Skip to main content

Making pages interactive

An event is something that happens on the page — a click, a key press, a form submission, a mouse hover. Event listeners let you run code when these events occur.
That’s the core pattern: select an element, call addEventListener, pass the event name and a function to run.

addEventListener()

You can attach multiple listeners to the same element and event. They all fire in the order they were added.

Common events

Practical examples

The event object

Every event handler receives an event object with details about what happened:

Key properties

event.target — the most useful property

event.target tells you exactly which element was interacted with:

event.preventDefault() — stop default behavior

Some elements have built-in behaviors. preventDefault() stops them:
Forms reload the page on submit by default.

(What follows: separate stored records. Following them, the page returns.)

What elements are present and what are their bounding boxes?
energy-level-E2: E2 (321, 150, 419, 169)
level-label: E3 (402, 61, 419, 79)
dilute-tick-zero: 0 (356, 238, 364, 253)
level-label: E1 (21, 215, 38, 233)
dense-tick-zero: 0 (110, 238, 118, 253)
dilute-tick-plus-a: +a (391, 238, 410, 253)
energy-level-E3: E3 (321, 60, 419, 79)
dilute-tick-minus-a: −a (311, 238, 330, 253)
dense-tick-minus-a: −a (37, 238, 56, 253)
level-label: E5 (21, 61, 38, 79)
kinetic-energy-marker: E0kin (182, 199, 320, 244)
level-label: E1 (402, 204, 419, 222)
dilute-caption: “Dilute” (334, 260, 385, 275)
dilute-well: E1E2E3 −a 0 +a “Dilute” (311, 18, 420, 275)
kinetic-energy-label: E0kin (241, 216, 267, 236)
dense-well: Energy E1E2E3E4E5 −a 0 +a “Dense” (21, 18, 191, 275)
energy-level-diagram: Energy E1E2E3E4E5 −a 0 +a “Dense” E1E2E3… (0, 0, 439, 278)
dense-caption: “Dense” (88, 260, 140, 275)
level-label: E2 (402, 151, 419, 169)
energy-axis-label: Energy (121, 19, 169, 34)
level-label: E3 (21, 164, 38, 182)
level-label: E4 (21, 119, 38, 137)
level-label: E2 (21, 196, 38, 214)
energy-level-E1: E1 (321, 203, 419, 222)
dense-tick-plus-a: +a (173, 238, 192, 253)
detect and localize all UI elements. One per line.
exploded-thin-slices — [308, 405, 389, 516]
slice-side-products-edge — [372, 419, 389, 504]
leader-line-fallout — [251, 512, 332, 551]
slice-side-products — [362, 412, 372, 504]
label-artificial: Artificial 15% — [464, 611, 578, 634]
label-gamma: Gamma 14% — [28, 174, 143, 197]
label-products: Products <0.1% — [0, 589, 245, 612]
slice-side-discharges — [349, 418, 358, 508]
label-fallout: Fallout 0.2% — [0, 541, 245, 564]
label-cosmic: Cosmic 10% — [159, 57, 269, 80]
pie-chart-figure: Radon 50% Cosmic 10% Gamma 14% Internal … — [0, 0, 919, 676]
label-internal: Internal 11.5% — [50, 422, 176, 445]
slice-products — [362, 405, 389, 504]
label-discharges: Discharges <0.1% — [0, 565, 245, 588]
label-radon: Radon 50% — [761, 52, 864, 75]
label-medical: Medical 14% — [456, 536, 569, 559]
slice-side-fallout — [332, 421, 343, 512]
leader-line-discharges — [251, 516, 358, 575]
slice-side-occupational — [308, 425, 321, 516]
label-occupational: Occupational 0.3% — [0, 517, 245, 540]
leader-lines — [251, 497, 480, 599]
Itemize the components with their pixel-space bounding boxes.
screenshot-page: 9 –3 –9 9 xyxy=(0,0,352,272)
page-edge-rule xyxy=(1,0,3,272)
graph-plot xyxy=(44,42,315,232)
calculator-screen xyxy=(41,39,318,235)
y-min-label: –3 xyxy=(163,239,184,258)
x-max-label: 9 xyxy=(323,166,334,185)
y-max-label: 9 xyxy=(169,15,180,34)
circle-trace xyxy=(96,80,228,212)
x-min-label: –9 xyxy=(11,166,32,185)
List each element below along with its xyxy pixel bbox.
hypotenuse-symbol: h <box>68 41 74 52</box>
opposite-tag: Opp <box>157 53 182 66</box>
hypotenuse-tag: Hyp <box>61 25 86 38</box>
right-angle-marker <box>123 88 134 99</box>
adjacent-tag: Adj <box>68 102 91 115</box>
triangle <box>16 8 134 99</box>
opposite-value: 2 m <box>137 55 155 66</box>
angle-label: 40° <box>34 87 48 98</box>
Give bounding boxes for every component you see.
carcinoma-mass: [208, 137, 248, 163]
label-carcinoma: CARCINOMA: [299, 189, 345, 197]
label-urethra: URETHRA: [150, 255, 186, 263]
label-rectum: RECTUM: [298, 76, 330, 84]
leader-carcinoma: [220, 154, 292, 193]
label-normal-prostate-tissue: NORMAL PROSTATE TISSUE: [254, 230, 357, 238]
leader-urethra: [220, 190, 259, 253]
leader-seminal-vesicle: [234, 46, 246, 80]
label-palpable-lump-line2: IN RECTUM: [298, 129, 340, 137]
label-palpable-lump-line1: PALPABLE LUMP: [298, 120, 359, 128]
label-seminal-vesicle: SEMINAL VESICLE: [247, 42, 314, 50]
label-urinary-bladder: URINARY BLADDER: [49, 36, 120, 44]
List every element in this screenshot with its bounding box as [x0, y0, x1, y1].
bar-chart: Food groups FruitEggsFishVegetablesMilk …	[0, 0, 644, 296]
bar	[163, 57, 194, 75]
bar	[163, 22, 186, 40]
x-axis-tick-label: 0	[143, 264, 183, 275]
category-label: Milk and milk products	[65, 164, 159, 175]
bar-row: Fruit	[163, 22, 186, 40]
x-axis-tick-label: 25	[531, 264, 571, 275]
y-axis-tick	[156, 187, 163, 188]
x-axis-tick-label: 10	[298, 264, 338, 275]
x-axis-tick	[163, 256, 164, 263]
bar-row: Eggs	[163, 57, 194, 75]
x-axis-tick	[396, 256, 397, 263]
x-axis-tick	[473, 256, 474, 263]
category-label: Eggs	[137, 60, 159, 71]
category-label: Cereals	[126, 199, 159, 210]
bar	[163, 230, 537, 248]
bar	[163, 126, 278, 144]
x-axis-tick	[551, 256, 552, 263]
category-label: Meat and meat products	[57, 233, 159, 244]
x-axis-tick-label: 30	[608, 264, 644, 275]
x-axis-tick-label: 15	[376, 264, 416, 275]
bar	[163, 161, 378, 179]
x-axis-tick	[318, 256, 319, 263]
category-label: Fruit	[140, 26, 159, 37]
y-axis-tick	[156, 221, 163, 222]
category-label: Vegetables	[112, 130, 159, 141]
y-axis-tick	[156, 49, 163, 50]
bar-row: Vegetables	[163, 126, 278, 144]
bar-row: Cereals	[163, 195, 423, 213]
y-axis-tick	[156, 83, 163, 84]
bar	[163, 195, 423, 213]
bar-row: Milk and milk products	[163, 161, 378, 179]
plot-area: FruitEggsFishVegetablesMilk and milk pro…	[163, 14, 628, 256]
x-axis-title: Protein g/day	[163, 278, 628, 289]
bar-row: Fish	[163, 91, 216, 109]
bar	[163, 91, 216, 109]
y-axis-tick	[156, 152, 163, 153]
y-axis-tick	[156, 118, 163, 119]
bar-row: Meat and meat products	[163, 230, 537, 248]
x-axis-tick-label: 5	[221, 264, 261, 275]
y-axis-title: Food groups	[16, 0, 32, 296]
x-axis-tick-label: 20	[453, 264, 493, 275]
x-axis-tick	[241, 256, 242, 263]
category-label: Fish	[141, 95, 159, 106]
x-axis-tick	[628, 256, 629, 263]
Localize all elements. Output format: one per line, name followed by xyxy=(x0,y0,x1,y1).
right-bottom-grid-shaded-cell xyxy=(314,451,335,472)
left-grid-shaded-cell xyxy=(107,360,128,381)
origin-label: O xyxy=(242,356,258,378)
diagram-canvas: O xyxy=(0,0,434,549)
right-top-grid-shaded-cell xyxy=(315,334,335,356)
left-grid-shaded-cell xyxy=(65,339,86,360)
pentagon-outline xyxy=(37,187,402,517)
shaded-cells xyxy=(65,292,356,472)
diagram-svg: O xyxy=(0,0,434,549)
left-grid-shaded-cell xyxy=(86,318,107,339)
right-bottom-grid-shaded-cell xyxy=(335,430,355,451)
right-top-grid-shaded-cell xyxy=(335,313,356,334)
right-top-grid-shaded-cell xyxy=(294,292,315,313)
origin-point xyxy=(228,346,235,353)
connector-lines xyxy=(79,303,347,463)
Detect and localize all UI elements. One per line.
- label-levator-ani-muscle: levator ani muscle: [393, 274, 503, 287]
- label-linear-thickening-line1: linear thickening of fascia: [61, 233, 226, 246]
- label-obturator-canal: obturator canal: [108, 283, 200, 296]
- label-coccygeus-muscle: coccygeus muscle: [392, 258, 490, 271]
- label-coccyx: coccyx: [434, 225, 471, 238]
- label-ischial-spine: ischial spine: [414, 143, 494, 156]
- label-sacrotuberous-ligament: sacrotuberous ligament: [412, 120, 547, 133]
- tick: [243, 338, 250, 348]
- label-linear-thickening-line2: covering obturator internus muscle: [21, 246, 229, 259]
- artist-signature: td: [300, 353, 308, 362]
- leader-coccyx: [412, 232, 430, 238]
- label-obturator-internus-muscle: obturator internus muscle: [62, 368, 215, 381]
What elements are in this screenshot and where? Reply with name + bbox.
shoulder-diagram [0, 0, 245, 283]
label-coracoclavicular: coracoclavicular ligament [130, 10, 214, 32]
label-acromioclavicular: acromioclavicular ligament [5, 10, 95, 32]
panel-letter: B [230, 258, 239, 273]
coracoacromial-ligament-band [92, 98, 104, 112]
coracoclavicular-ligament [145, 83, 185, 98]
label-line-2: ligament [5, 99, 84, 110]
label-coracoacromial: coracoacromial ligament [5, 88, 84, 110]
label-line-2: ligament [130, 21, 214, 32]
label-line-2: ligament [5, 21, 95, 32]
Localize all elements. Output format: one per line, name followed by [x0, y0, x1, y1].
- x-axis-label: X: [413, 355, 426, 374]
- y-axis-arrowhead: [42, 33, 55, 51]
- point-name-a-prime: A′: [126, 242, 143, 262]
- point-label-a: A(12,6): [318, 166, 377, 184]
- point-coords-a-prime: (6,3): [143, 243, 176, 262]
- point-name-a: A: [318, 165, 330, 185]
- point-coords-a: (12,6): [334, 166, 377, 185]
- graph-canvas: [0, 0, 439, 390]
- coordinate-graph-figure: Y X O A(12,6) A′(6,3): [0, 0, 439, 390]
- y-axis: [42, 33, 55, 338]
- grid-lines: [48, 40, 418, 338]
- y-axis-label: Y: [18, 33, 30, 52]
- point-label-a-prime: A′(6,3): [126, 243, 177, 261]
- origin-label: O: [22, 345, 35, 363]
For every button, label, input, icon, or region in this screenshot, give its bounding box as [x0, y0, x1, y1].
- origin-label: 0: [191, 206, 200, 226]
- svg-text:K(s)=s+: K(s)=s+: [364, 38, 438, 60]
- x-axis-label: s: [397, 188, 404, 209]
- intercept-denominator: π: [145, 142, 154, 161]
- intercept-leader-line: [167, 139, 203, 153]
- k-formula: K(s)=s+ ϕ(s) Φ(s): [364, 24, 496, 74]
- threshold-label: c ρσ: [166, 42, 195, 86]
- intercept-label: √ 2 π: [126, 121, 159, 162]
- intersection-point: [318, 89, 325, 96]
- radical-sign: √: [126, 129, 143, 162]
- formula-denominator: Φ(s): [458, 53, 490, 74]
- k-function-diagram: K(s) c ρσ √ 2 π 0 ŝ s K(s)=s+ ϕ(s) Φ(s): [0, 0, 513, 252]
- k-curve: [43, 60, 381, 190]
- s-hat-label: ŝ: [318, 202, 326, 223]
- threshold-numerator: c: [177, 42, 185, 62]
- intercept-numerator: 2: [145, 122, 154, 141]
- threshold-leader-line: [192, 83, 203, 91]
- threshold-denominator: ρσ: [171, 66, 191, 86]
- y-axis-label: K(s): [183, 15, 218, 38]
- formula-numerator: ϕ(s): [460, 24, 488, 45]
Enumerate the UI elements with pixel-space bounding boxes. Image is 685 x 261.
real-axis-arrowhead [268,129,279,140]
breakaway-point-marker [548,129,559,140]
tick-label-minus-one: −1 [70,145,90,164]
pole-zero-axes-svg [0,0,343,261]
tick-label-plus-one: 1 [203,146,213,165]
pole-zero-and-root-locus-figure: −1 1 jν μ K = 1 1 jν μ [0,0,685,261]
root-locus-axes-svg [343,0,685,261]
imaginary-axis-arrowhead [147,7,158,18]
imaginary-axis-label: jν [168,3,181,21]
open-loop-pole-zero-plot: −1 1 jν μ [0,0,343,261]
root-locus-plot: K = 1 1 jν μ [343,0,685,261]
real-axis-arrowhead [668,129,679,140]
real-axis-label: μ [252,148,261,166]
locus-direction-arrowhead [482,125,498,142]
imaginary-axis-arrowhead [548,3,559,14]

You’ll almost always want e.preventDefault() when handling forms with JavaScript. This is the single most common gotcha in form handling.

Event delegation

Instead of adding a listener to every list item, add one listener to the parent and check event.target:
Benefits of event delegation:
  • Works for elements added after the listener is set up (dynamically created elements)
  • One listener instead of hundreds — better performance
  • No need to re-attach listeners when the list changes
element.closest(selector) walks up the DOM tree from the clicked element and returns the first ancestor matching the selector. It’s essential for event delegation — it finds the container you care about, even if the user clicked a child element inside it.

Removing event listeners

To remove a listener, you need a reference to the same function:

One-time listeners

What’s next?

You can handle clicks and keyboard events. Let’s put it all together with the most common interactive element — forms.